Bloody experiments

Roa Zubia, Guillermo

Elhuyar Zientzia

Bloody experiments
01/05/2010 | Roa Zubia, Guillermo | Elhuyar Zientzia Komunikazioa
(Photo: Archive)

Where is the blood going? The question is not easy to answer. At present it seems like: of course, the heart pumps and complements a journey through the body to return to the heart; once this journey is completed, it makes a smaller journey to the lungs and again from that second journey to the heart. It is the same blood that returns to the heart without ceasing. Cross your heart and travel again. It is the journey of traffic.

Now we know how blood circulation is, but it was not easy to find it. Man did not know the XVI. Until the 19th century, English William Harvey conducted bloody studies with live animals. Harvey had to fight prejudice. And the most effective weapon for this struggle was observation, in this case blood observation.

A children's story tells that for an emperor they made a special costume. Actually there was no clothes, the emperor was naked. And they all saw the emperor's body, but no one dared to recognize it because it was supposedly a fine thread suit. Moreover, the emperor believed he had a special suit and the subjects also believed. Until a child speaks, the boy said aloud what everyone saw, that the emperor was naked. And hearing the child's words, they all realized it was true.

Harvey's story was similar. Instead of an emperor, this story had the great doctor Galen. In the place of an invisible costume, the journey of blood and in the place of the child, Harvey himself. Galen claimed that two types of blood (red and purple) produced hearts and livers, respectively, that were destined to arteries and veins and that disappeared in the extremities for some type of consumption. Galenok dixit. And if he said it, it had to be true.

But Harvey did not see it when he opened the bodies of the animals. He saw another reality. Researchers of the time also saw that veins and arteries are not simple tubes. They have valves, which makes them one-way vials. Blood never recedes. In the arteries this pathway is diverted from the heart and in the veins is reversed. Moreover, analyzing numerically it was very difficult to accept the Galen hypothesis. Harvey calculated that the body should produce about 250 liters of blood per hour.

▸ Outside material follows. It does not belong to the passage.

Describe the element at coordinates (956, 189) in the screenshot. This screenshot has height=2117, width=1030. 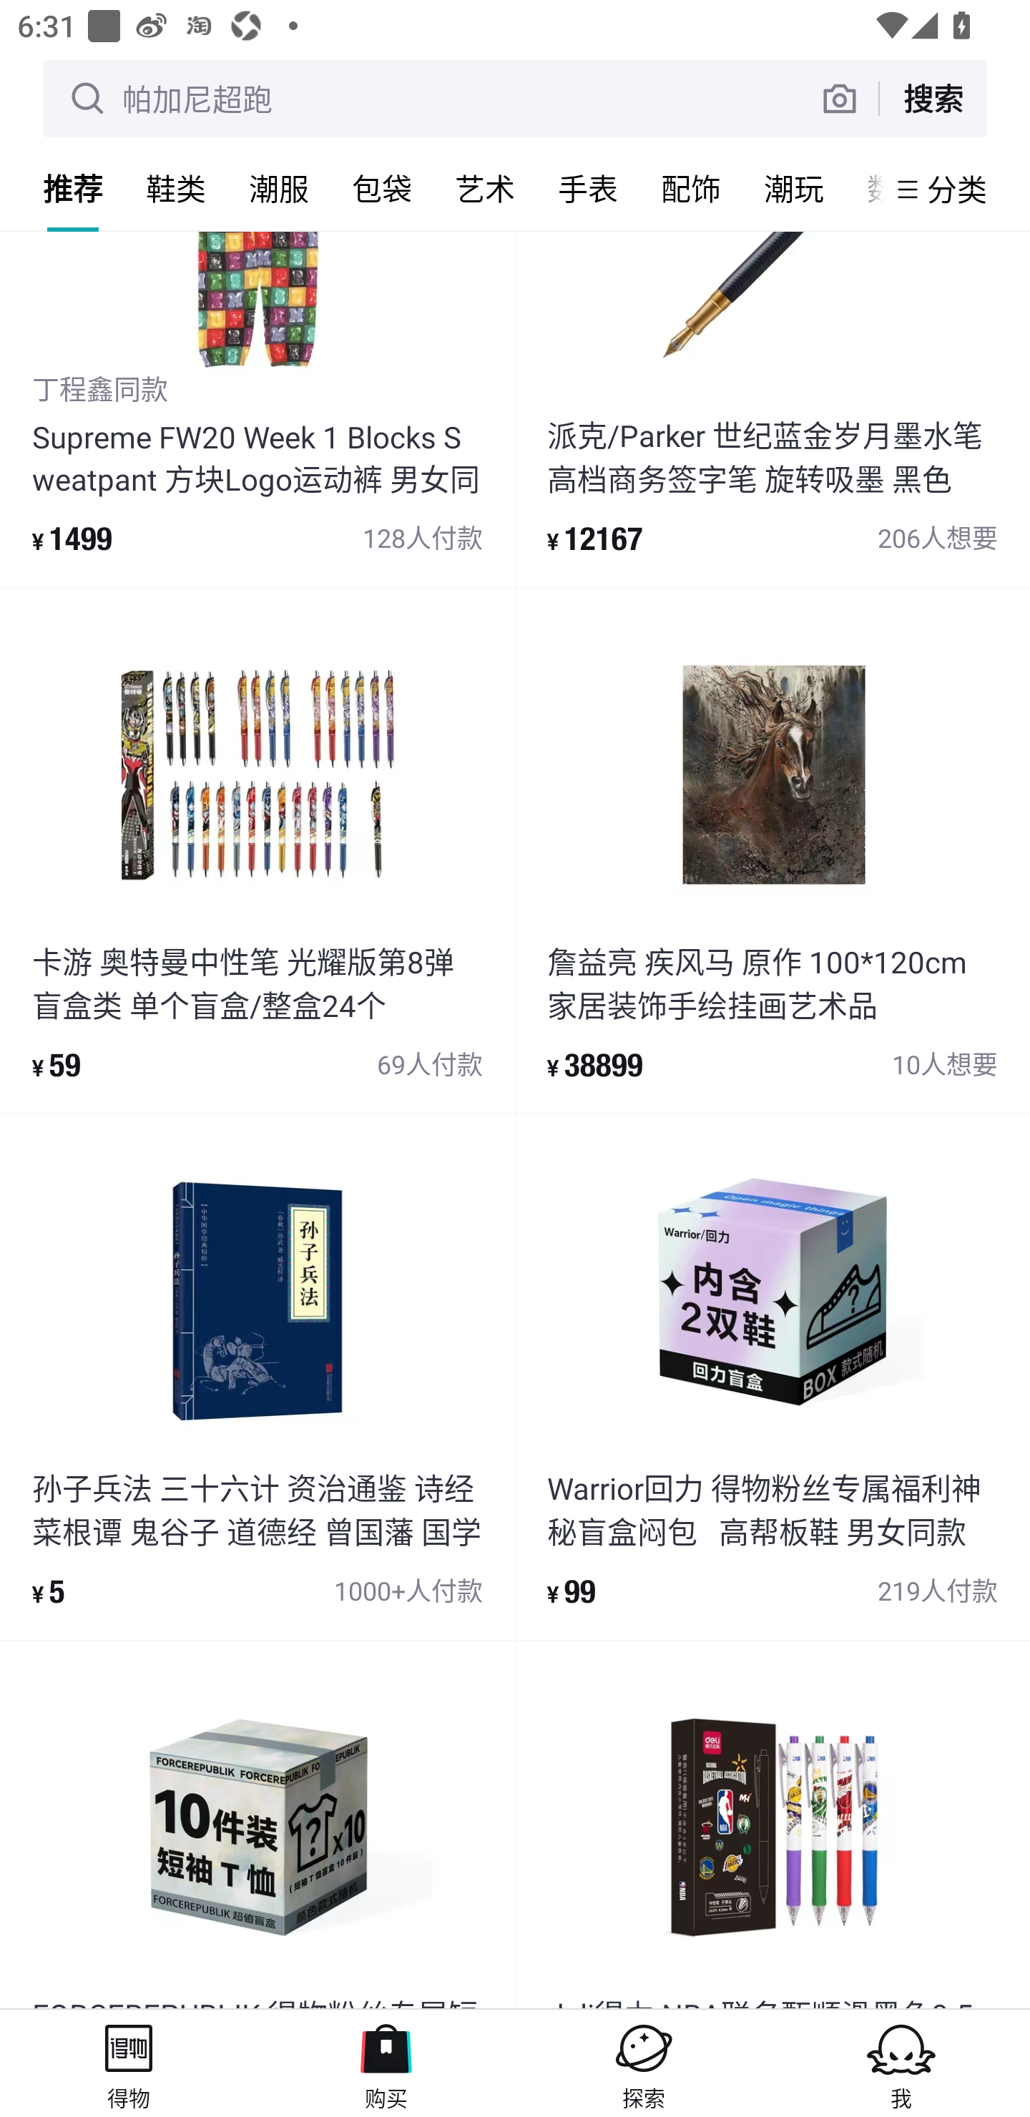
I see `分类` at that location.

Something did not work in Galen's hypothesis. With our current knowledge it is evident what does not work. And the analysis of meaning leads us to the idea of traffic. But this hypothesis would be a great change in the XVI. In the 20th century, Harvey had to be very safe. He had to confirm with bloody experiments. He opened many animals, still alive, trying to catch the traffic working. He saw the heart working and followed the path of blood and understood the circulation.

Pavlov

Far away was the XVI. In the 20th century, as Galileo looked into space, Harvey opened living animals. However, centuries later, similar and bloody experiments were conducted to conduct similar basic research. XIX. At the end of the 20th century the question was not where the blood goes, but whether hormones travel from the blood. That is also evident to those who know a little physiology; hormones are the messengers who travel in blood.

Russian Ivan Pavlov answered this question and won, among others, the Nobel Prize in Physiology in 1904. Pavlov is known for researching the conditioned response. To do this he worked with the food of the dogs, which when detecting an indication of food or food, segregated acids to digest the food. And one of the questions Pavlove answered was how the sign of presence of the food reached the stomach.

The chemical response of the stomach began immediately after introducing food into the mouth. At first Pavlove thought that the mouth and stomach communicated through the nervous system. To confirm this, he cut off a dog's nervous system and put a meal in his mouth. The signal reached exactly the same as the stomach. It was not the way of the nervous system signal. Another option was the digestive tract itself. And to confirm or rule out this hypothesis, he cut off another dog the junction between the esophagus and the stomach (when the animal was alive, of course). He put food in his mouth, although the signal came exactly like the stomach. Pavlove acknowledged that the only way the signal had (hormones) was blood. What today becomes "evident".

Pavlov experimented with live dogs in a series of bloody experiments. In addition to Pavlove and Harvey, many other scientists have conducted bloody experiments. They are just two examples; yes, the cases mentioned are experiments that have provided us with fundamental knowledge.